Carefully read each cover letter. Cover letters
function as the mission statement of the applicant. They serve to
assess each applicant’s principles and why they want the position.
Cover letters are also important in the evaluation of the applicant’s
communication skills and ability to follow directions.
Conduct Telephone Interviews
Choose ten to twelve applicants from your
cover letter/resume review and schedule a fifteen-minute phone interview
with each candidate. Phone screening is a great way to have a conversation
to evaluate verbal communication skills, personality traits, and
employment qualifications. Ask open-ended questions to allow the
applicant to share information and discuss starting wage requirements.
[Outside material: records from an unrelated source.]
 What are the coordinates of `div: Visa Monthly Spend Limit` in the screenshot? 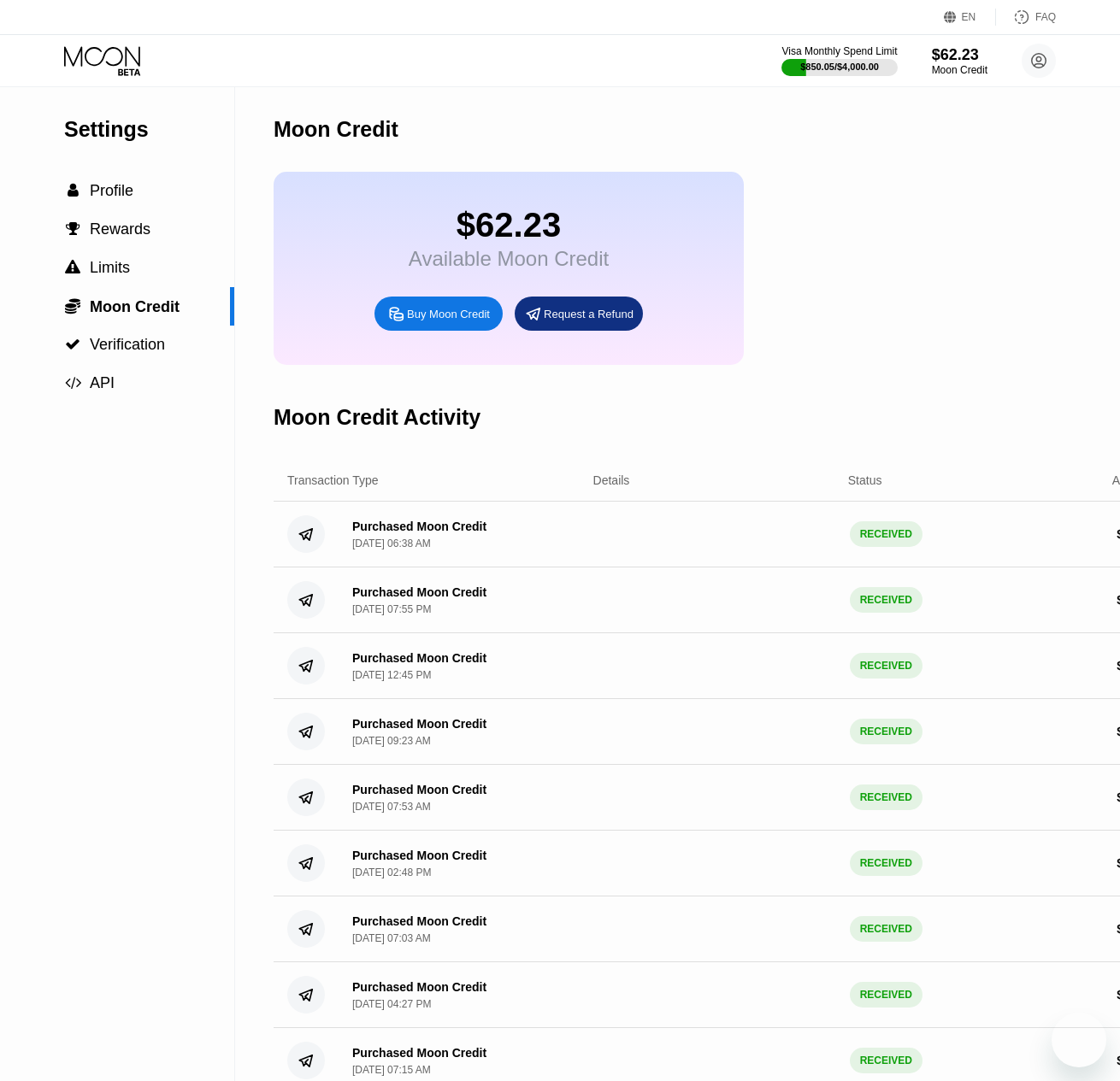 It's located at (838, 51).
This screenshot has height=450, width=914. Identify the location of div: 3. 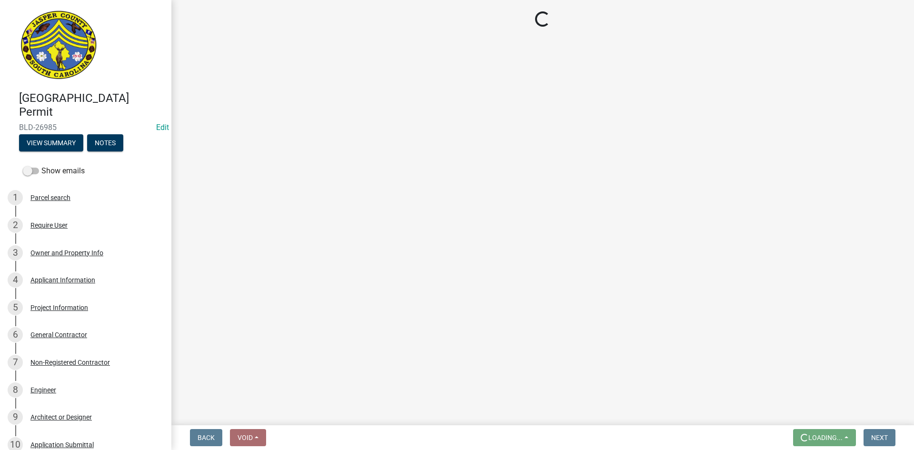
(15, 253).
End your call by discussing the steps of the selection process so
applicants understand the time frame and activities involved.
Use Assessment Tools
Following the telephone interviews, you may
choose to use a trait/characteristic assessment tool to help fine-tune
your selection of applicants for personal interviews. This step
provides insightful job-fit information on the recruits that are
still of interest. Equipped with benchmarked information, you will
be less likely to invest time in personal interviews with applicants
who are not a good fit for your position.
Conduct Personal Interviews
From your telephone screenings and trait
assessment findings, offer five to six personal interviews to be
hosted at the practice. Ask each applicant to bring a list of personal
and professional references with current addresses and phone numbers
to the interview.
Plan to spend at least 30 - 45 minutes with each
applicant. Determine a standard set of questions to ask each applicant.
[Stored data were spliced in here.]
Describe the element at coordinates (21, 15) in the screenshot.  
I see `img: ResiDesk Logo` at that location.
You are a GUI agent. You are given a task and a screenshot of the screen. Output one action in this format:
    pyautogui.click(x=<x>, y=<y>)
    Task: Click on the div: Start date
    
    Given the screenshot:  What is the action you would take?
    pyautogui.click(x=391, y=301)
Listen carefully and take notes. Use open-ended situational questions
that require the applicant to discuss previous experiences. Avoid
coaching or prompting for the “right” answers. Avoid
speaking during the gaps of silence. Applicants need process time
to recall experiences important to the context of your question.
Be sure to address each instance previous workplaces
were left. There may be very legitimate reasons for leaving. Once
questioning is completed, introduce the job description, starting
wage and appropriate benefits of the position. Offer to answer any
questions the applicant may have and review the remaining steps
of the selection process.
Conduct Observational Interviews
Following the personal interviews, determine
two to three applicants to invite back for a realistic job review.
These one-hour, non-compensated observational interviews provide
the applicants a fair assessment of the position and a chance to
meet the staff. It’s a great time to ask and answer any remaining
questions and to determine the applicant’s interest in accepting
the position.
Conduct Reference Checks
Instincts and gut feelings go into choosing
the applicant who is the best fit. But don’t rely solely on
your intuition. Carefully develop a set of questions and contact
the applicant’s references for insights into the applicant’s
quality and quantity of work, personal work habits, ability to function
on a team, reason for leaving the job and eligibility for rehire.
Once supplied with valuable historic and recently
gathered personal and workplace information, making a right-fit
decision is a function of a systematic, deductive process. Equipped
with a better recruitment and selection process, you can now spend
time, energy and money finding the right fit for your practice,
rather than trying to fix the wrong one.
Vol. 5 No. 5
Tammi Sufficool, MBA, is Director of Client
Services for Williams Group™. She has been involved in organizational
development, staff training and management, and strategic business
planning within the healthcare industry since 1986. Tammi is responsible
for the implementation of consulting programs for Williams Group™
clients worldwide.
Williams Group™ is the world’s largest
practice management firm providing consulting, software and web
solutions for eyecare practices. Its mission is simple: Help successful
optometrists take their practices to new levels of growth, profitability
and efficiency. Williams Group™ can help optometrists put
the fun back into owning their practice.